Shared from the 4/29/2020 Connecticut Post eEdition

LETTERS TO THE EDITOR

Demanding a fighting chance to survive

As I’m typing this, I'm also lying down with an ice pack on the back of my head. My dog got into the trash and as I was bending over to pick up a greasy butter wrapper, I lost my balance and went down hard. Falls from a compromised balance, frequent ice packs and assorted bumps and bruises are all part of my personal repertoire these days. I am 34 years old and living with ALS.

Only 10 percent of ALS patients are younger than 45 so I fit squarely in the lower age spectrum of people living with this disease. But I can say that no matter when you were diagnosed, and how old you are right now, the reality is that no ALS patient is going to be OK, even if they benefit from wonderful care and resources close to home. I live in a major metropolitan city with all the advantages that provides. Yet the stark truth of my life and the lives of all ALS patients is that our time on this planet will be cut brutally short by this terrible disease. Is this sounding at all familiar to you, as you read today’s news about the realities of the COVID-19 pandemic? It should, because there are parallels.

COVID-19 inspires fear of both the illness and its terrible outcomes. From the onset of COVID-19, the patients most critically affected experience a rapid decline and high mortality rate. COVID-19 is inspiring action to better diagnose, test and contain the spread of the virus. It is inspiring action to discover a genuine treatment and cure, none of which exist today. Above all, the novel coronavirus is driving an urgency that ALS patients can recognize in our sense of urgency about our own lives: ALS patients have an average life expectancy of two to five years after diagnosis. What lessons are we learning from COVID-19 that can be applied to ALS?

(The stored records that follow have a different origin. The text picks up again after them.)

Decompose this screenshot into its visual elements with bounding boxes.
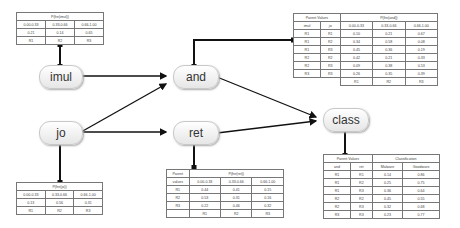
state-label: R2 (46, 37, 75, 45)
cell: 0.42 (340, 54, 372, 62)
cell: 0.41 (221, 186, 252, 194)
cell: R3 (351, 187, 373, 195)
state-label: R1 (17, 37, 46, 45)
cell: R1 (324, 171, 351, 179)
state-label: R2 (373, 78, 405, 86)
node-jo[interactable]: jo (39, 121, 83, 145)
node-imul[interactable]: imul (39, 65, 83, 89)
table-row: R1R10.100.210.67 (294, 30, 438, 38)
table-row: R3R30.230.77 (324, 211, 440, 219)
cell: 0.39 (405, 70, 437, 78)
cell: 0.67 (405, 30, 437, 38)
cell: R3 (294, 70, 321, 78)
cell: R2 (320, 54, 340, 62)
cell: R1 (324, 179, 351, 187)
class-header: Goodware (403, 163, 440, 171)
cell: R3 (320, 62, 340, 70)
cell: 0.21 (373, 54, 405, 62)
cell: 0.77 (403, 211, 440, 219)
prob-cell: 0.14 (46, 29, 75, 37)
node-class[interactable]: class (323, 108, 369, 132)
edge-ret-class (217, 121, 316, 133)
cell: 0.14 (372, 171, 403, 179)
state-label: R3 (74, 207, 103, 215)
cell: 0.64 (403, 187, 440, 195)
cell: R3 (324, 211, 351, 219)
cell: 0.08 (405, 38, 437, 46)
table-row: R2R20.420.210.33 (294, 54, 438, 62)
table-row: R30.220.460.32 (167, 202, 284, 210)
parent-header: Parent (167, 170, 190, 178)
range-header: 0.66-1.00 (75, 21, 104, 29)
cell: R2 (294, 62, 321, 70)
table-row: R2R30.320.68 (324, 203, 440, 211)
state-label: R2 (45, 207, 74, 215)
range-header: 0.66-1.00 (405, 22, 437, 30)
imul-cpt-table: P(fre(imul)) 0.00-0.33 0.33-0.66 0.66-1.… (16, 12, 104, 45)
state-label: R1 (17, 207, 46, 215)
node-ret[interactable]: ret (173, 121, 219, 145)
range-header: 0.66-1.00 (74, 191, 103, 199)
cell: 0.53 (405, 62, 437, 70)
edge-jo-and (81, 84, 166, 132)
range-header: 0.33-0.66 (46, 21, 75, 29)
state-label: R2 (221, 210, 252, 218)
cell: 0.10 (340, 30, 372, 38)
cell: 0.68 (403, 203, 440, 211)
range-header: 0.00-0.33 (17, 21, 46, 29)
cell: R2 (167, 194, 190, 202)
table-row: R1R20.340.580.08 (294, 38, 438, 46)
cell: R1 (324, 187, 351, 195)
table-title: P(fre(imul)) (17, 13, 104, 21)
cell: 0.23 (372, 211, 403, 219)
range-header: 0.33-0.66 (221, 178, 252, 186)
connector-and-table (194, 40, 293, 66)
prob-cell: 0.65 (75, 29, 104, 37)
prob-cell: 0.21 (17, 29, 46, 37)
and-cpt-table: Parent Values P(fre(and)) imul jo 0.00-0… (293, 13, 438, 86)
jo-cpt-table: P(fre(jo)) 0.00-0.33 0.33-0.66 0.66-1.00… (16, 182, 103, 215)
cell: 0.19 (405, 46, 437, 54)
range-header: 0.66-1.00 (252, 178, 284, 186)
cell: R1 (294, 30, 321, 38)
cell: 0.21 (373, 30, 405, 38)
table-row: R3R30.260.350.39 (294, 70, 438, 78)
cell: 0.45 (340, 46, 372, 54)
prob-cell: 0.56 (45, 199, 74, 207)
cell: 0.38 (373, 62, 405, 70)
cell: R1 (294, 38, 321, 46)
empty-cell (167, 210, 190, 218)
class-cpt-table: Parent Values Classification and ret Mal… (323, 154, 440, 219)
range-header: 0.00-0.33 (17, 191, 46, 199)
cell: 0.33 (405, 54, 437, 62)
node-and[interactable]: and (173, 65, 219, 89)
cell: 0.34 (340, 38, 372, 46)
cell: 0.26 (340, 70, 372, 78)
table-title: P(fre(and)) (340, 14, 437, 22)
cell: R2 (324, 203, 351, 211)
cell: 0.55 (403, 195, 440, 203)
cell: 0.16 (252, 194, 284, 202)
cell: R3 (320, 70, 340, 78)
parent-name: imul (294, 22, 321, 30)
state-label: R3 (405, 78, 437, 86)
table-row: R1R30.360.64 (324, 187, 440, 195)
cell: 0.32 (252, 202, 284, 210)
state-label: R1 (340, 78, 372, 86)
cell: R3 (320, 46, 340, 54)
parent-header: Parent Values (294, 14, 341, 22)
cell: R3 (167, 202, 190, 210)
cell: 0.31 (221, 194, 252, 202)
cell: 0.36 (372, 187, 403, 195)
range-header: 0.00-0.33 (189, 178, 220, 186)
cell: R1 (320, 30, 340, 38)
cell: 0.75 (403, 179, 440, 187)
table-row: R10.440.410.15 (167, 186, 284, 194)
cell: 0.46 (221, 202, 252, 210)
cell: 0.44 (189, 186, 220, 194)
table-row: R2R20.450.55 (324, 195, 440, 203)
prob-cell: 0.31 (74, 199, 103, 207)
state-label: R3 (75, 37, 104, 45)
cell: R2 (324, 195, 351, 203)
cell: R2 (351, 195, 373, 203)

A crisis demands a creative approach. Clinical trials for ALS are still following slow, risk-averse protocols that, frankly, its patients don’t have the time to wait for. We need to allow “compassionate use” treatments that could extend our lives as we wait for a cure. We need to allow “expanded access” to investigational therapies, opening the door to patients like myself who have participated in a clinical trial only to experience an 18-month limbo between the trial and results, followed by further delay waiting for FDA approvals. If you or a loved one were struck down by COVID-19, wouldn’t you want your doctor to do anything they can, including experimental treatments, to try to save your life? As people living with ALS, we simply want the same, urgent consideration. We demand a fighting chance.

I wear the bruises and apply the occasional ice packs that come with the territory of ALS, and I watch my body change. I’m blessed with a husband I love, a dog who keeps it real by digging through the trash looking for food scraps, and what I would call my fighter’s instincts and gratefulness for the world and the people I love. All I hope, for myself and for all those living with ALS, is that we be given more radical choices and tools to fight this disease that threatens all of our days.

Gwen Peterson

West Haven

Predicting 2020

Government is now overreaching. The government should warn the people of the hazards of COVID-19, provide steps to deal with the problem and let people figure out how to proceed with their daily lives.

Washington government bureaucrats couldn't take President Trump out with all their fake scandals, so they use this Chinese-created pandemic to either have the president ignore it and then they can blame him for the deaths due to it, or they push the country into depression and a deflationary environment where voters will have to decide between an incumbent president who is competent but is a big mouth braggadocio, or a senile old man or someone else.

This Washington caused shutdown will backfire in the face of Washington big government types. Trump in 2020 in a landslide.